Between What If? and What Now?


I once wrote that “what if?” was the central question for creative people. I also once wrote that our expectations of what we hope for—of a place, a subject matter, even an idea—can blind us to the reality of it.

You show up in Venice to photograph the city in fog and experience agua alta, the high flood waters of winter, only to arrive to a sunny week with nothing but blue skies and sunshine. You go to the pyramids to find them under renovation, flanked by scaffolding.

Most recently, I arrived on the Chilcotin plateau in British Columbia, only to discover I’d come too early. What was “right on time” the past five years (the past 38 years, according to my guide, Brian) was poor timing this year. The aspens hadn’t yet turned, the weather was unusually warm, and the salmon that would be the main attraction for the bears once they had spawned and died had themselves only just arrived and still had work to do before they gave themselves to the bears. It was all out of whack, and with the change in schedule (of which I had not been apprised), all my “what ifs” about my time photographing the bears became “what nows.”

It happens more often than I would like. All the plans, the gear lists, and the packing, the shot lists I dream up all go out the window with some frequency. This year, I built a rig to float on the water and get some split shots with the bear in the top of the frame, the salmon underwater in the bottom third. It was going to be epic! But 2/3 of the frame was empty in the absence of the bears, and without tools and some reimagining (read: fabrication), there was no way to use the rig. It never left my truck.

I had another shot in mind, too. So many sockeye salmon wash up on the shores after spawning that I thought it would be easy to put one aside and do some macro work. I had this idea that the green curve of the cheek against the red scales would be a nice image, not knowing the salmon would mostly be alive, still in the water, and too preoccupied with spawning to get ready for their close-ups. Also? When they turn red, they have lost their scales. Well, there goes that idea.

But “what now?” can be as helpful a creative question as “what if?” The latter is proactive, an act of the imagination, and results in plans and daydreams, shot lists, etc. The former is reactive, an act of response. No less imaginative, but a little more grounded in reality, the biggest hurdle is getting over the disappointment and wiping the mental slate clean to make room for new ideas and perceptions.

Now what? I came home with thousands of images, only a few of them contained a bear after one lone grizzly showed up to check things out. Finding his timing was off, I suspect he went back to his colleagues to report: “Not yet, friends. Almost.” In those eight days of waiting before my own timing ran out and I had to move on, I asked myself many times: What now?

The answer was all around me. The Chilco River, cold and turquoise, was running crimson with the most salmon the river system has seen in something like 15 years. Over 3 million of them, if the guy from the Department of Fisheries and Oceans is to be believed, and all of them making their way upstream to their natal spawning grounds, a riot of reds and greens that seemed as good a subject as any, and would fill a hole in my work that I hadn’t yet explored. Fleshing out the story, if you’ll forgive the pun. After a while, it captured my imagination enough to become its own “what if?”

What if I could capture this extraordinary colour, this dazzling motion? How would I do that? What tools did I have that might help with that? Weirdly, I had a polarizing filter with me. I never have a polarizer. What made me throw that in at the last minute, I wondered. That would make it easier to get through the reflections on the surface of the water. I also had an Insta360 X5, an action camera I bought this summer (highly recommended!), along with a water case and a 12-foot pole.

Every day, twice a day, we went out looking for bears. We never gave up on them. But as we looked, I played with the salmon, both above and below the water. Fast shutters, slow shutters, intentional camera movements sometimes, and more literal efforts at others. I put the video camera in the water and worked through the learning curve of that, giggling away at both the failed attempts and the unexpected successes. I combed through thousands of frames shot from the surface, looking for one or two that felt right.

In the end, I learned a lot. I found myself infatuated, newly fascinated by the salmon, too. And I got a couple of images and some video that I love—neither of which is disconnected from my existing work with the bears.

So important to bears and the forests in which they spend so much of their lives that we call them salmon forests. Bears drag the salmon by the millions into the forests to eat them, leaving much of their bodies to decompose, their nutrients returning to the forest.

To the bears themselves, the salmon provide the calories necessary to survive the winters and, for the females, the body fat needed to allow the embryos of their future cubs to implant, which only happens when they reach 33% body fat. A bear needs to consume over 20,000 calories a day to prepare for denning in the winter, almost all of which comes from the fat-and-calorie-rich salmon. To say the two species are connected is an understatement.

I didn’t get what I hoped for on this trip. But looking back on most of my trips, I often don’t. I get different, for sure. Sometimes I get better. Rarely do I get nothing. The “what if?” prepares me and gets me thinking, but as long as I don’t let it blind me, it’s the “what now?” that’s usually responsible for the work I actually make. I would be surprised if I were the only one.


## Requirement
Copy the data that appears below exactly. Drop the pictures.

[Data tied to figure images]

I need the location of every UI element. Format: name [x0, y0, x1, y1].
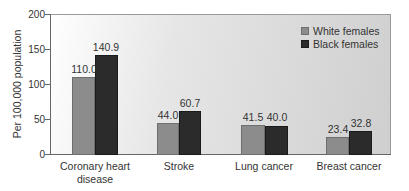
y-tick-label: 200: [28, 9, 45, 20]
value-label: 140.9: [93, 41, 119, 53]
legend-item-black: Black females: [301, 38, 378, 50]
y-tick-label: 50: [34, 114, 45, 125]
category-label-lung: Lung cancer: [235, 160, 293, 173]
bar-white-breast: [326, 137, 349, 155]
category-label-breast: Breast cancer: [317, 160, 382, 173]
y-axis-label: Per 100,000 population: [11, 30, 23, 139]
legend-swatch-black: [301, 40, 309, 48]
legend-item-white: White females: [301, 25, 380, 37]
bar-black-breast: [349, 131, 372, 155]
category-label-coronary: Coronary heart disease: [60, 160, 130, 186]
category-label-line: disease: [60, 173, 130, 186]
value-label: 60.7: [180, 97, 200, 109]
category-label-line: Coronary heart: [60, 160, 130, 173]
y-tick-label: 150: [28, 44, 45, 55]
value-label: 110.0: [71, 63, 97, 75]
y-tick-label: 100: [28, 79, 45, 90]
bar-white-coronary: [72, 77, 95, 155]
category-label-line: Breast cancer: [317, 160, 382, 173]
value-label: 23.4: [328, 123, 348, 135]
value-label: 40.0: [267, 111, 287, 123]
category-label-line: Stroke: [164, 160, 194, 173]
value-label: 32.8: [351, 117, 371, 129]
value-label: 44.0: [158, 109, 178, 121]
bar-black-lung: [265, 126, 288, 155]
y-tick: [45, 84, 50, 85]
y-tick: [45, 49, 50, 50]
legend-label: Black females: [313, 38, 378, 50]
bar-chart: Per 100,000 population 0 50 100 150 200 …: [0, 0, 409, 191]
y-axis-line: [50, 14, 51, 155]
legend-swatch-white: [301, 27, 309, 35]
y-tick: [45, 14, 50, 15]
y-tick: [45, 154, 50, 155]
category-label-line: Lung cancer: [235, 160, 293, 173]
bar-black-coronary: [95, 55, 118, 155]
category-label-stroke: Stroke: [164, 160, 194, 173]
y-tick-label: 0: [39, 149, 45, 160]
y-tick: [45, 119, 50, 120]
bar-white-lung: [241, 125, 265, 155]
value-label: 41.5: [243, 111, 263, 123]
legend-label: White females: [313, 25, 380, 37]
bar-black-stroke: [179, 111, 201, 155]
bar-white-stroke: [157, 123, 179, 155]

## Finished task
I need the location of every UI element. Format: name [x0, y0, x1, y1].
y-tick-label: 200: [28, 9, 45, 20]
value-label: 140.9: [93, 41, 119, 53]
legend-item-black: Black females: [301, 38, 378, 50]
y-tick-label: 50: [34, 114, 45, 125]
category-label-lung: Lung cancer: [235, 160, 293, 173]
bar-white-breast: [326, 137, 349, 155]
category-label-breast: Breast cancer: [317, 160, 382, 173]
y-axis-label: Per 100,000 population: [11, 30, 23, 139]
legend-swatch-black: [301, 40, 309, 48]
legend-item-white: White females: [301, 25, 380, 37]
bar-black-breast: [349, 131, 372, 155]
category-label-coronary: Coronary heart disease: [60, 160, 130, 186]
category-label-line: disease: [60, 173, 130, 186]
value-label: 60.7: [180, 97, 200, 109]
category-label-line: Coronary heart: [60, 160, 130, 173]
y-tick-label: 150: [28, 44, 45, 55]
value-label: 110.0: [71, 63, 97, 75]
y-tick-label: 100: [28, 79, 45, 90]
bar-white-coronary: [72, 77, 95, 155]
category-label-line: Breast cancer: [317, 160, 382, 173]
value-label: 23.4: [328, 123, 348, 135]
value-label: 40.0: [267, 111, 287, 123]
category-label-line: Stroke: [164, 160, 194, 173]
value-label: 32.8: [351, 117, 371, 129]
value-label: 44.0: [158, 109, 178, 121]
bar-black-lung: [265, 126, 288, 155]
y-tick: [45, 84, 50, 85]
y-tick: [45, 49, 50, 50]
legend-label: Black females: [313, 38, 378, 50]
bar-chart: Per 100,000 population 0 50 100 150 200 …: [0, 0, 409, 191]
y-axis-line: [50, 14, 51, 155]
legend-swatch-white: [301, 27, 309, 35]
y-tick: [45, 14, 50, 15]
y-tick: [45, 154, 50, 155]
category-label-line: Lung cancer: [235, 160, 293, 173]
bar-black-coronary: [95, 55, 118, 155]
category-label-stroke: Stroke: [164, 160, 194, 173]
y-tick-label: 0: [39, 149, 45, 160]
y-tick: [45, 119, 50, 120]
bar-white-lung: [241, 125, 265, 155]
value-label: 41.5: [243, 111, 263, 123]
legend-label: White females: [313, 25, 380, 37]
bar-black-stroke: [179, 111, 201, 155]
bar-white-stroke: [157, 123, 179, 155]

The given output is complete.